Politics

Were the Oregon Shooting Victims Christian Martyrs?

It’s too early to say, but we’ve used the label for mass shooting victims in the past and it ended up being a mistake.

candlelight vigil during a memorial service called 'Prayers for
Christina and Kyle Workman and their daughters, Pepper and Samantha, attend a candlelight vigil during a memorial service called Prayers for Roseburg, at Riverbend Park in Winston, Oregon, on Oct. 3, 2015.

Photo by Marcus Yam/Los Angeles Times via Getty Images

One of the most shocking details from last week’s shooting at Umpqua Community College in Oregon was that gunman Chris Harper-Mercer reportedly singled out people who said they were Christian. If his victims were killed because of their religious identities that would make them martyrs, and some are already eagerly claiming them as such.

On Friday, Republican presidential candidate Ben Carson posted a photo online of himself holding a sign reading “I am a Christian” and urged supporters to use the slogan in their Twitter profile pictures “to honor the victims and their families.” Commentator Todd Starnes, the inventor of the War on Christmas, concluded that the “martyred” victims’ “families can take comfort in knowing that after they took their last breath on Earth, they took their first breath in Heaven.” Tennessee’s lieutenant governor even called on “Christians who are serious about their faith” to acquire handgun carry permits in response to the shooting: “Our enemies are armed. We must do likewise.”

While we don’t yet know what happened, those seizing onto this as a story of true-life American heroism would do well to remember a previous account from a mass shooting: a martyrdom story that was inspiring, wildly popular, and false.

That myth, born out of the initial frenzied reports in the aftermath of the Columbine shooting, has persisted to this day, which is a good enough reason to urge cautious skepticism in this case. There are other good reasons to take things a bit more slowly too. Critically, the most alarming claims about the shooter targeting Christians were made by people who were not at the scene. Stacy Boylan, whose daughter was wounded, told CNN: “[Harper-Mercer started] asking people one by one what their religion was. ‘Are you a Christian?’ he would ask them, and if you’re a Christian stand up. And they would stand up and he said, ‘Good, because you’re a Christian, you are going to see God in just about one second.’ And then he shot and killed them.” Someone gave a similar account to NBC, saying that she was relaying a sibling’s eyewitness statement. A Twitter user who said her grandmother had been in the room shared a similar story online:

These dramatic preliminary secondhand accounts are reminiscent of the early reporting around a similar incident said to happen during the 1999 Columbine High School shooting in Colorado.
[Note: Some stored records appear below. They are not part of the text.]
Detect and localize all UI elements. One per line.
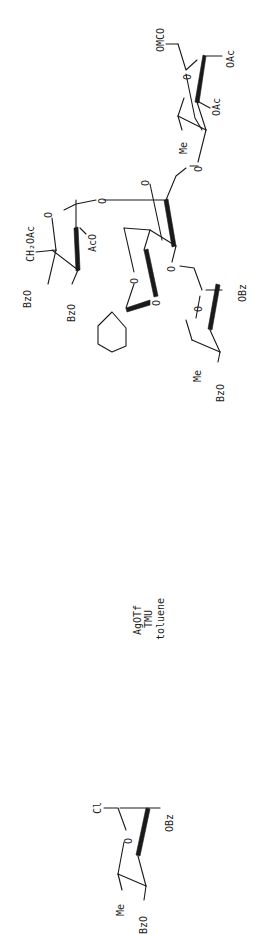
label-link-o-3: O [166,266,177,272]
reagent-tmu: TMU [143,610,154,628]
label-ch2oac: CH₂OAc [25,226,36,262]
label-ring-o-central: O [140,180,151,186]
label-bzo-2: BzO [66,304,77,322]
reagent-agotf: AgOTf [132,605,143,635]
label-acetal-o-1: O [129,278,140,284]
label-oac-1: OAc [225,50,236,68]
label-bzo-1: BzO [22,290,33,308]
label-omco: OMCO [155,28,166,52]
label-cl: Cl [92,802,103,814]
donor-structure: Cl O OBz Me BzO [92,802,175,934]
label-ring-o-bottom: O [193,306,204,312]
ring-bottom [180,266,222,362]
reagent-block: AgOTf TMU toluene [132,598,166,640]
ring-central [104,166,198,297]
label-donor-obz: OBz [164,814,175,832]
product-structure: OMCO OAc OAc O Me O O O O CH₂OAc AcO BzO… [22,28,248,402]
label-acetal-o-2: O [151,300,162,306]
label-link-o-2: O [97,198,108,204]
label-me-top: Me [178,142,189,154]
label-me-bottom: Me [192,370,203,382]
label-bzo-3: BzO [215,384,226,402]
label-aco: AcO [87,234,98,252]
reagent-solvent: toluene [155,598,166,640]
label-donor-bzo: BzO [138,916,149,934]
reaction-scheme: OMCO OAc OAc O Me O O O O CH₂OAc AcO BzO… [0,0,255,934]
label-ring-o-gal: O [43,212,54,218]
label-obz: OBz [237,284,248,302]
label-ring-o-top: O [182,74,193,80]
label-donor-ring-o: O [123,838,134,844]
cyclohexylidene [98,284,150,352]
label-link-o-1: O [193,166,204,172]
label-oac-2: OAc [211,98,222,116]
label-donor-me: Me [115,904,126,916]
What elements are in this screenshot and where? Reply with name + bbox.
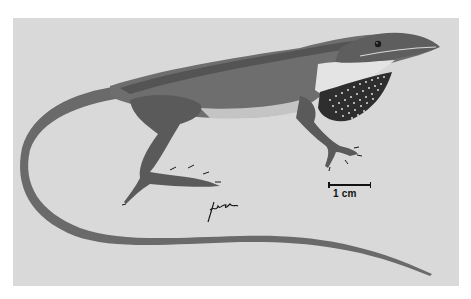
- lizard-illustration: [0, 0, 471, 299]
- scale-bar: [328, 184, 371, 186]
- lizard-eye: [375, 41, 381, 47]
- artist-signature: [208, 202, 238, 222]
- scale-bar-label: 1 cm: [333, 188, 357, 199]
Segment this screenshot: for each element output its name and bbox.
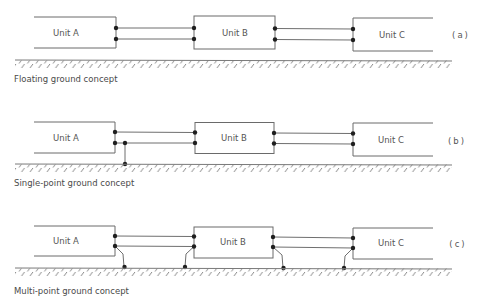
unit-c-box: Unit C: [353, 228, 433, 259]
unit-b-box: Unit B: [194, 227, 273, 258]
unit-a-label: Unit A: [53, 133, 79, 143]
unit-a-box: Unit A: [34, 17, 116, 48]
unit-b-label: Unit B: [220, 237, 246, 247]
caption-multi-point-ground: Multi-point ground concept: [14, 286, 130, 296]
caption-floating-ground: Floating ground concept: [14, 74, 118, 84]
unit-c-label: Unit C: [378, 238, 404, 248]
panel-label-a: (a): [452, 30, 470, 40]
unit-a-label: Unit A: [53, 236, 79, 246]
ground-plane-hatch: [15, 164, 452, 172]
signal-wires-b-c: [275, 29, 353, 41]
panel-label-c: (c): [449, 239, 466, 249]
unit-c-label: Unit C: [378, 135, 404, 145]
panel-a-floating-ground: Unit A Unit B Unit C: [14, 16, 470, 84]
single-ground-connection: [123, 141, 127, 166]
unit-b-box: Unit B: [195, 123, 274, 154]
signal-wires-a-b: [115, 236, 194, 247]
signal-wires-a-b: [115, 132, 195, 143]
unit-c-label: Unit C: [379, 30, 405, 40]
caption-single-point-ground: Single-point ground concept: [14, 178, 135, 188]
signal-wires-b-c: [274, 133, 353, 144]
unit-c-box: Unit C: [353, 123, 433, 156]
unit-b-label: Unit B: [222, 28, 248, 38]
grounding-concepts-figure: Unit A Unit B Unit C: [0, 0, 482, 305]
unit-b-label: Unit B: [221, 133, 247, 143]
signal-wires-a-b: [116, 28, 194, 39]
unit-c-box: Unit C: [353, 18, 433, 51]
unit-a-label: Unit A: [53, 28, 79, 38]
unit-b-box: Unit B: [194, 16, 275, 49]
signal-wires-b-c: [273, 237, 353, 248]
panel-b-single-point-ground: Unit A Unit B Unit C: [14, 122, 466, 188]
panel-label-b: (b): [448, 136, 466, 146]
ground-plane-hatch: [15, 60, 452, 68]
unit-a-box: Unit A: [34, 226, 115, 256]
panel-c-multi-point-ground: Unit A Unit B Unit C: [14, 226, 467, 296]
ground-plane-hatch: [15, 268, 452, 276]
unit-a-box: Unit A: [34, 122, 115, 153]
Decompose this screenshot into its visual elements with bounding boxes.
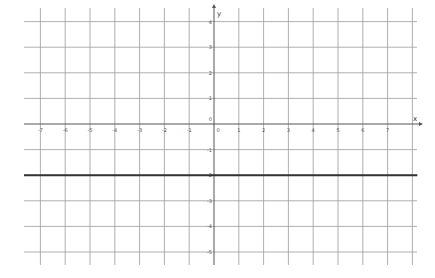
y-tick-label: 2 — [209, 70, 212, 76]
x-tick-label: -5 — [88, 127, 93, 133]
y-tick-label: -4 — [207, 223, 212, 229]
x-tick-label: -7 — [38, 127, 43, 133]
y-tick-label: 1 — [209, 95, 212, 101]
y-tick-label: 0 — [209, 116, 212, 122]
x-tick-label: 4 — [312, 127, 315, 133]
y-tick-label: -3 — [207, 198, 212, 204]
x-axis-arrow-icon — [419, 122, 423, 126]
x-tick-label: 0 — [216, 127, 219, 133]
x-tick-label: 7 — [386, 127, 389, 133]
y-axis-arrow-icon — [212, 4, 216, 8]
y-axis-label: y — [217, 10, 221, 18]
grid-lines — [24, 8, 417, 265]
x-tick-label: 5 — [336, 127, 339, 133]
x-axis-label: x — [413, 115, 417, 123]
x-tick-label: 1 — [237, 127, 240, 133]
x-tick-label: 2 — [262, 127, 265, 133]
coordinate-plane: -7-6-5-4-3-2-10123456743210-1-2-3-4-5 x … — [0, 0, 435, 278]
x-tick-label: -3 — [137, 127, 142, 133]
x-tick-label: -6 — [63, 127, 68, 133]
x-tick-label: -1 — [187, 127, 192, 133]
y-tick-label: -5 — [207, 249, 212, 255]
y-tick-label: -1 — [207, 147, 212, 153]
y-tick-label: 3 — [209, 44, 212, 50]
x-tick-label: -2 — [162, 127, 167, 133]
x-tick-label: -4 — [112, 127, 117, 133]
x-tick-label: 6 — [361, 127, 364, 133]
x-tick-label: 3 — [287, 127, 290, 133]
y-tick-label: 4 — [209, 19, 212, 25]
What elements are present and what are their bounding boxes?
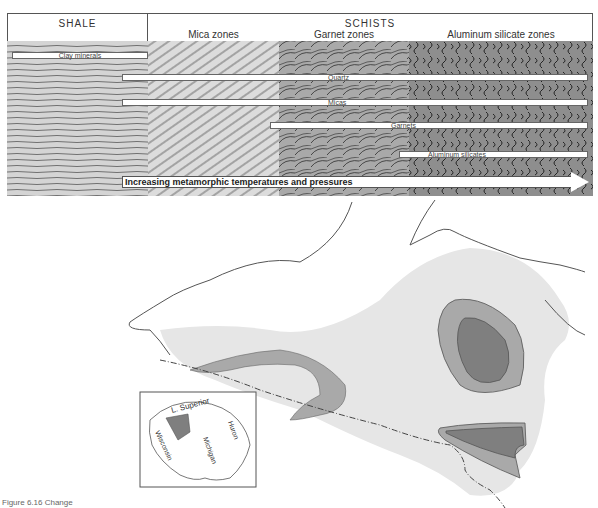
arrow-head-icon <box>571 172 589 192</box>
aluminum-silicate-zones-label: Aluminum silicate zones <box>409 29 593 40</box>
metamorphic-zone-diagram: SHALE SCHISTS Mica zones Garnet zones Al… <box>7 13 593 196</box>
aluminum-silicates-label: Aluminum silicates <box>428 152 486 158</box>
micas-bar: Micas <box>122 99 588 106</box>
geologic-map: L. Superior Wisconsin Michigan Huron <box>0 196 598 508</box>
figure-caption: Figure 6.16 Change <box>2 498 73 507</box>
clay-minerals-bar: Clay minerals <box>12 52 148 59</box>
metamorphic-gradient-arrow: Increasing metamorphic temperatures and … <box>122 176 572 188</box>
mica-zones-label: Mica zones <box>148 29 279 40</box>
garnet-zones-label: Garnet zones <box>279 29 409 40</box>
aluminum-silicates-bar: Aluminum silicates <box>399 151 588 158</box>
garnets-bar: Garnets <box>270 122 588 129</box>
shale-header: SHALE <box>7 13 148 41</box>
micas-label: Micas <box>328 100 346 106</box>
quartz-label: Quartz <box>328 75 349 81</box>
garnets-label: Garnets <box>391 123 416 129</box>
shale-header-text: SHALE <box>8 18 147 29</box>
schists-header-text: SCHISTS <box>148 18 592 29</box>
quartz-bar: Quartz <box>122 74 588 81</box>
The initial account then was this: In the Columbine library, one of the killers held a gun to the head of a 17-year-old girl named Cassie Bernall and asked if she believed in God. She said yes, and he shot and killed her. Bernall became an instant martyr, and an icon to many American Christians. She inspired sermons, prayer services, and songs, including the Christian pop star Michael W. Smith’s “This Is Your Time.” At her funeral, which attracted strangers from all across the country, her pastor proclaimed she was “in the martyrs’ hall of fame.” Bernall’s mother wrote a best-selling book, She Said Yes: The Unlikely Martyrdom of Cassie Bernall.

But Bernall’s martyrdom turned out to be untrue. The story originated with a boy who had misinterpreted an exchange between shooter Dylan Klebold and another girl, Valeen Schnurr. That student professed her belief in God after being shot, and she survived. But she also found that her story was often doubted by Bernall’s acolytes. “People thought I was a copycat,” she told Hanna Rosin in the Washington Post that fall. “They thought I was just following the bandwagon. A lot of people just didn’t believe my story. And you know, it gets frustrating. Because you know in your heart where you were and what you said, and then people doubt you. And that’s what bothers me the most.”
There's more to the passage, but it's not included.